Abbott is a partner at Pentagram. Ellen is director of the Graphic Design MFA program at MICA in Baltimore and curator of contemporary design at Cooper-Hewitt Museum. We live in Baltimore, and we both travel regularly to New York, where Abbott’s primary office is.

Did either of you influence the other in your choice of discipline?

At Cooper, we both took a lot of design classes but we also pursued our interests in fine arts, writing, and the humanities. We were focused and aggressive in our random sampling, however, and together we pursued an intellectual approach to design that was unusual at the time. We were fascinated with the debates about modernism and post-modernism, and we wanted to look at the structures of graphic design from a cultural and conceptual point of view. We were interested in literary theory, deconstruction, and psychoanalysis. When we graduated from Cooper in 1985, we founded Design Writing Research as an outlet for our joint freelance projects while we both pursued paying day jobs.
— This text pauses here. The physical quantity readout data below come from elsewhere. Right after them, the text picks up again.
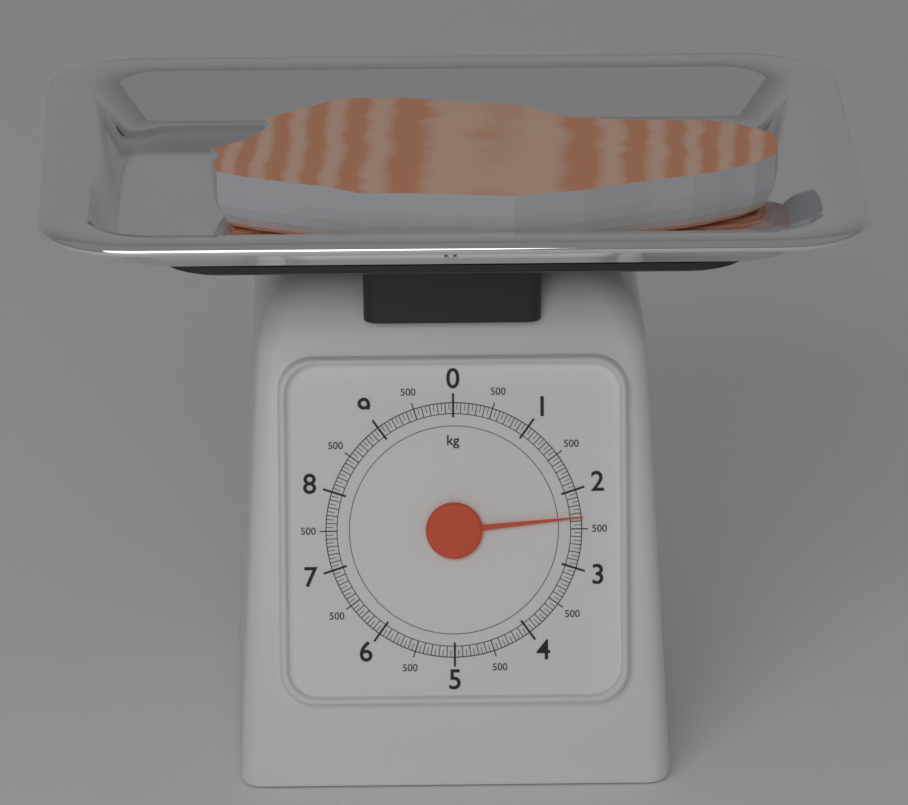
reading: 2.35 kg
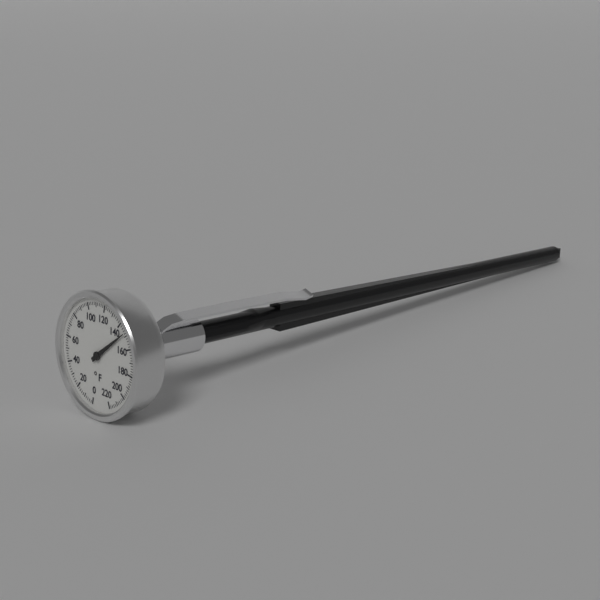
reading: 148 °F
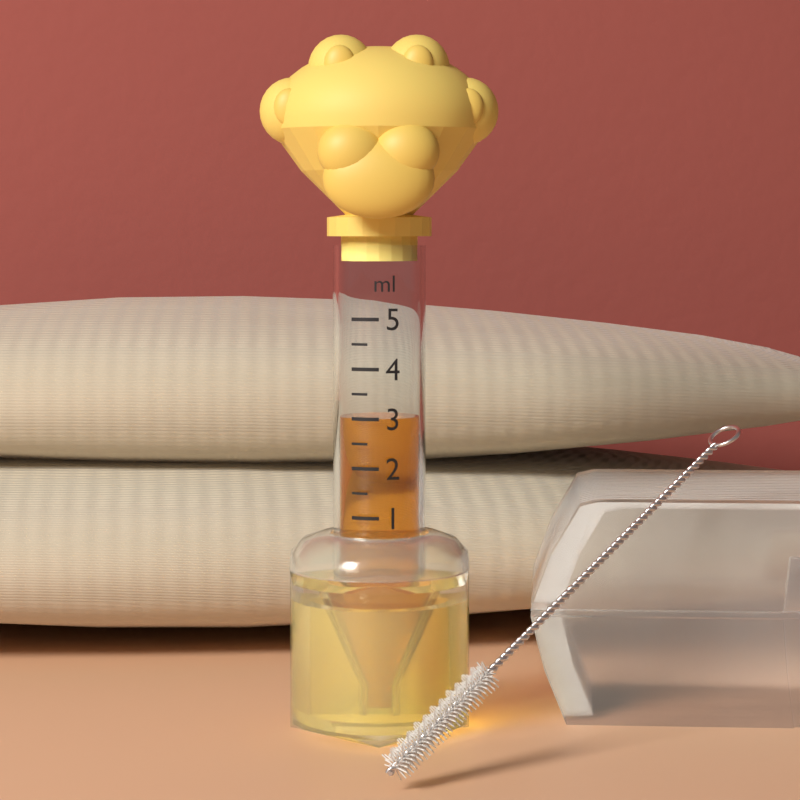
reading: 3.0 ml
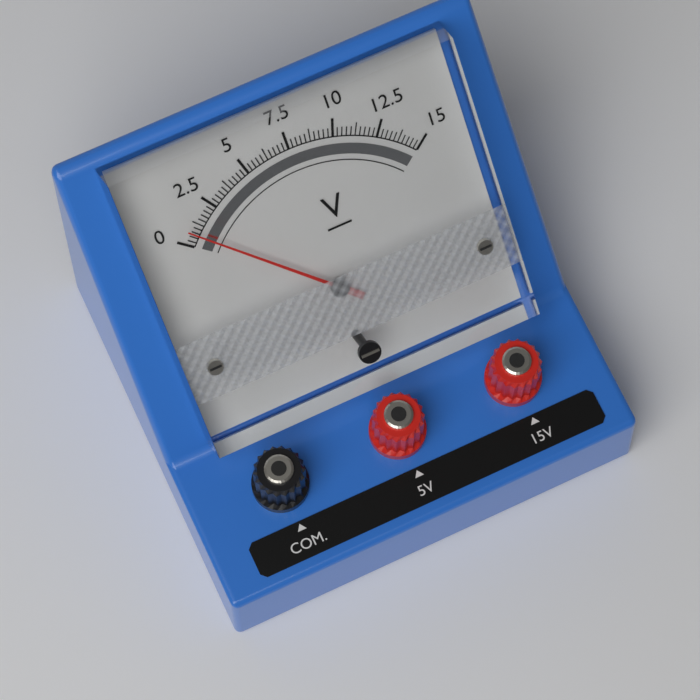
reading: 0.75 V
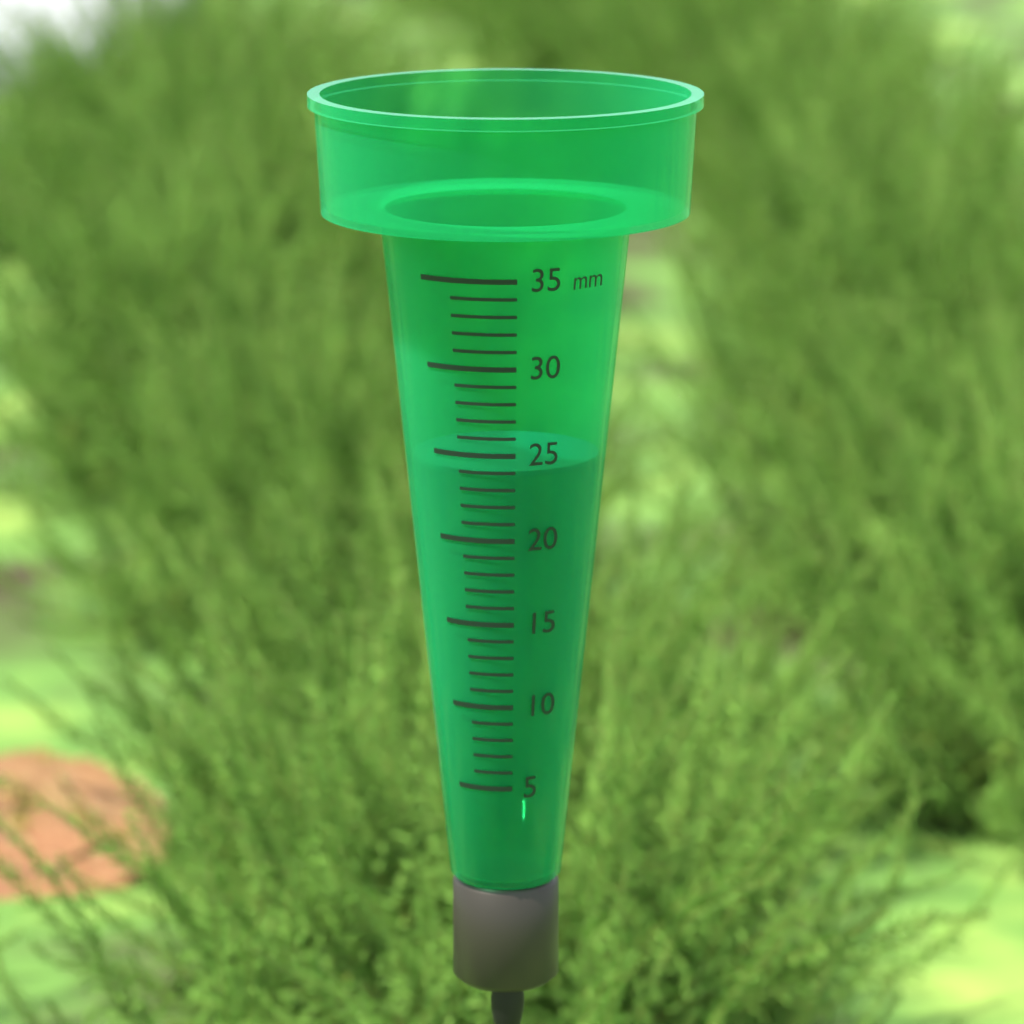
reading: 24 mm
How much of your work do you do together? Do you ever collaborate?

We still find opportunities to collaborate. In 2009, we curated an exhibition together called “Design for a Living World,” which opened at Cooper-Hewitt. The exhibition features product prototypes by leading designers using materials from endangered landscapes around the world. We also organized an exhibition at the Fabric Workshop Museum in Philadelphia called “Swarm,” about the art and science of tiny things that gather together to create larger intelligent structures. We have co-authored several books, including “Design Writing Research,” a collection of essays published in 1996 that is still in print from Phaidon.

What’s your favorite thing that you’ve done or created together?

Our beautiful kids, Ruby and Jay!

How do you each think your partner influences your practice, your style, or anything else about how you make design?

Ellen: Abbott’s work is smart, beautiful, and sophisticated. It’s highly controlled yet poetic and surprising. Over the years, my career has become more focused on writing and research and less on design practice. I still do quite a bit of design, however, for my own books and curatorial projects, and I look to Abbott (when I’m brave enough) to make sure my stuff isn’t too crude and obvious. He is the master of intelligent details.

Abbott: Ellen influenced me from our very first design classes together at Cooper Union: she was always connecting design to language, culture, and humor, never accepting the constraints of design as a primarily visual or stylistic endeavor. I can remember most of the pieces she did in school because they pointed to an entirely different way of thinking. We really forged a way of working together at a very early stage in our lives, and although we now work together less, we still have those bonds. Her discipline and focus is something to behold!

How are your working lives and home lives integrated? Do either of you have a home studio, for instance?

Our home office is Ellen’s primary base, but Abbott is able to work here when he is not in New York. We are thus able to see what’s going on, but we’re not on top of each other. We definitely respect each other’s privacy.

How do you approach design-related decisions that you make as a couple in your daily lives?

Abbott definitely has primary authority over decorating the house. (Ellen controls the food.) We think couples have less stress when there is leadership in some areas. Why argue about paint colors or chicken recipes?

How do you approach your childrens’ connection to design and the visual arts?

We don’t push art and design on our kids, but we want them to see what it’s like to love what you do. Our kids have two working parents who have challenging and rewarding professional lives. If they can find that kind of satisfaction, in any field, then we will be proud and happy.